You’re definitely on the right path, and your intuition about the peaks between 5–10 and 35–40 is spot on. I ran your dataset through KDE using scipy.stats.gaussian_kde
, and it works beautifully with a tighter bandwidth.
Here's the idea:
Use gaussian_kde
for estimating the density.
Then use scipy.signal.find_peaks
to detect local maxima in that smooth curve.
Sort the detected peaks by height to get the most prominent ones.
I'm using the following code:
import numpy as np
import matplotlib.pyplot as plt
from scipy.stats import gaussian_kde
from scipy.signal import find_peaks
# Data
a = np.array([68, 63, 20, 55, 1, 21, 55, 58, 14, 4, 40, 54, 33, 71, 36, 38, 9, 51, 89, 40, 13, 98, 46, 12, 21, 26, 40, 59, 17, 0, 5, 25, 19, 49, 91, 55, 39, 82, 57, 28, 54, 58, 65, 2, 39, 42, 65, 1, 93, 8, 26, 69, 88, 32, 15, 10, 95, 11, 2, 44, 66, 98, 18, 21, 25, 17, 41, 74, 12, 4, 33, 93, 65, 33, 25, 76, 84, 1, 63, 74, 3, 39, 9, 40, 7, 81, 55, 78, 7, 5, 99, 37, 7, 82, 54, 16, 22, 24, 23, 3])
# Fit KDE using scipy
kde = gaussian_kde(a, bw_method=0.2)
x = np.linspace(0, 100, 1000)
y = kde(x)
# Find all peaks
peaks, properties = find_peaks(y, prominence=0.0005) # Adjust as needed
# Sort peaks by height (y value)
top_two_indices = peaks[np.argsort(y[peaks])[-2:]]
top_two_indices = top_two_indices[np.argsort(x[top_two_indices])] # left to right
# Plot
plt.figure(figsize=(14, 7))
plt.plot(x, y, label='KDE', color='steelblue')
plt.fill_between(x, y, alpha=0.3)
# Annotate top 2 peaks
for i, peak in enumerate(top_two_indices, 1):
plt.plot(x[peak], y[peak], 'ro')
plt.text(x[peak], y[peak] + 0.0005,
f'Peak {i}\n({x[peak]:.1f}, {y[peak]:.3f})',
ha='center', color='red')
plt.title("Top 2 Peaks in KDE")
plt.xlabel("a")
plt.ylabel("Density")
plt.xticks(np.arange(0, 101, 5))
plt.grid(True, linestyle='--', alpha=0.5)
plt.tight_layout()
plt.show()
Which displays
Prominence matters: I used prominence=0.0005
in find_peaks()
— this helps ignore tiny local bumps and just focus on meaningful peaks. You can tweak it if your data changes.
Bandwidth is everything: The choice of bandwidth (bw_method=0.2
in this case) controls the smoothness of the KDE. If it's too high, peaks will be smoothed out. Too low, and you’ll get noisy fluctuations.
Automatic bandwidth selection: If you don’t want to hard-code bw_method
, you can automatically select the optimal bandwidth using cross-validation. Libraries like sklearn.model_selection.GridSearchCV
with KernelDensity
from sklearn.neighbors
let you fit multiple models with different bandwidths and choose the one that best fits the data statistically.
But honestly — for this particular dataset, manually setting bw_method=0.2
works great and reveals exactly the two main peaks you're after (one around ~7, the other near ~38). But for production-level or general-purpose analysis, incorporating automatic bandwidth selection via cross-validation can make your approach more adaptive and robust.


### WHAT IS EXPECTED
From the data that follows, set down exactly the lines from the one with "Compute the bounding box for man." through the one with "Image size is 1024×683. Find 'girl'.", counting both. Pictures stay out.

### Recorded data
#####

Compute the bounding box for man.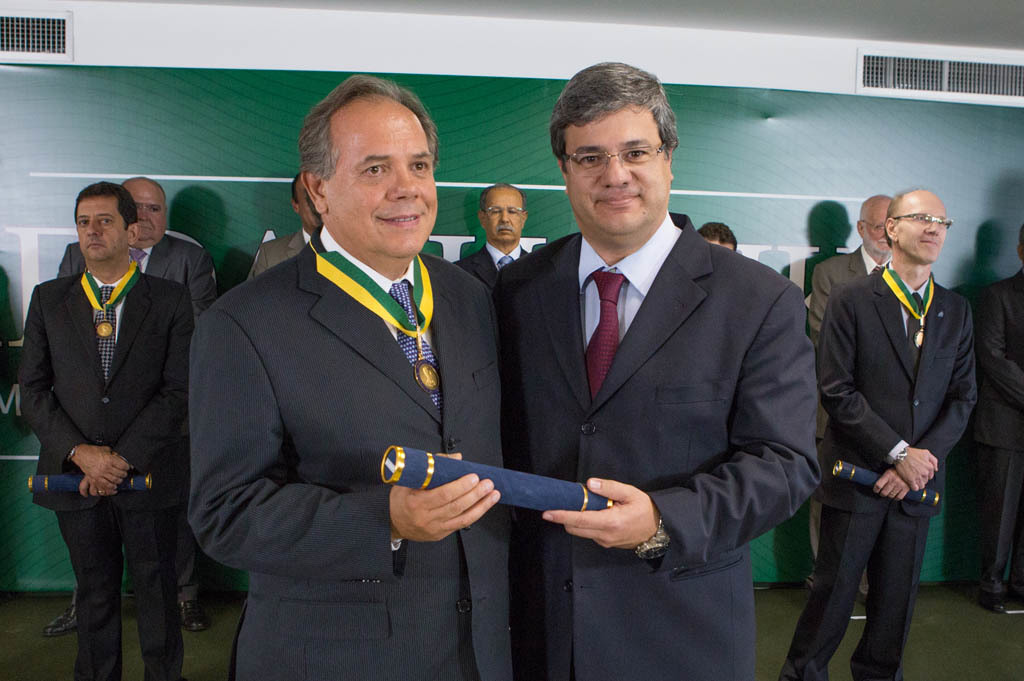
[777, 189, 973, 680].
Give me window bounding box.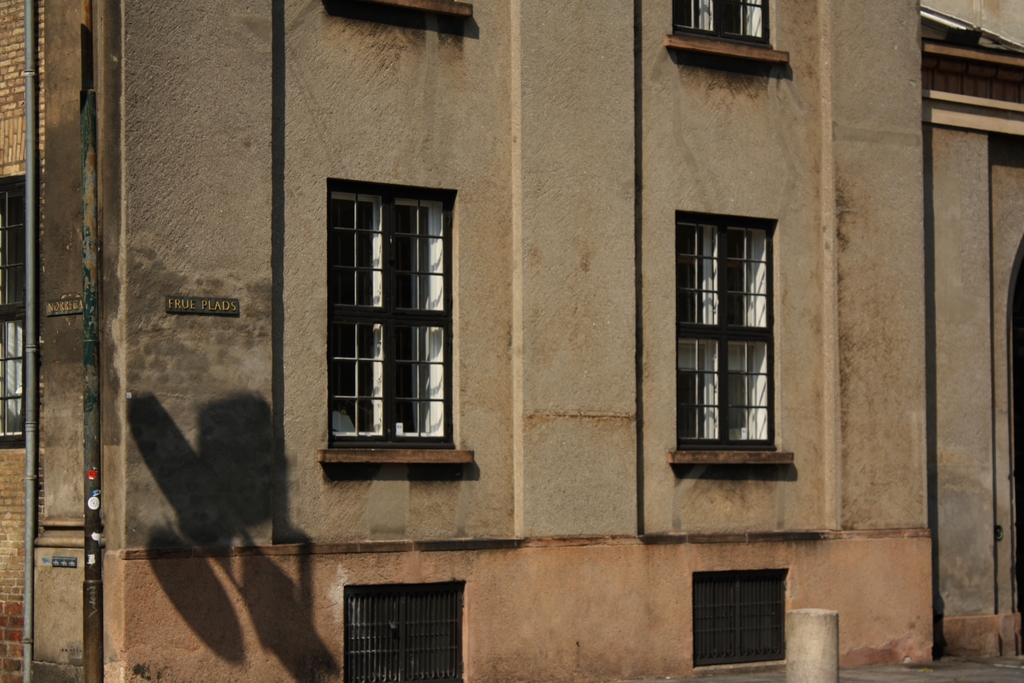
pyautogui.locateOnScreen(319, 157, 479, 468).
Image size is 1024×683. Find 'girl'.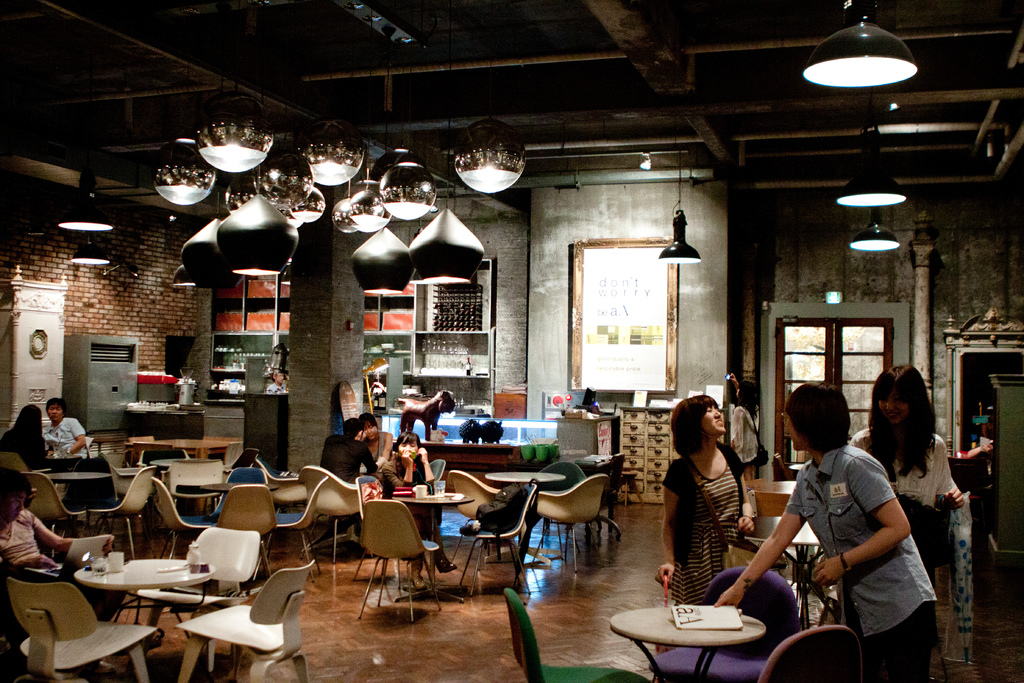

#####

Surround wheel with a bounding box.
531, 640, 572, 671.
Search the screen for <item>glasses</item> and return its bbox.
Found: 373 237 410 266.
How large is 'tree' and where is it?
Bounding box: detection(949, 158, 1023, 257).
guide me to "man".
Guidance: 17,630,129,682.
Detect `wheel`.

#####

### EXERCISE RESULT
Compute the bounding box for man.
[777, 189, 973, 680].
Give me window bounding box.
pyautogui.locateOnScreen(319, 157, 479, 468).
Image size is 1024×683. Find 'girl'.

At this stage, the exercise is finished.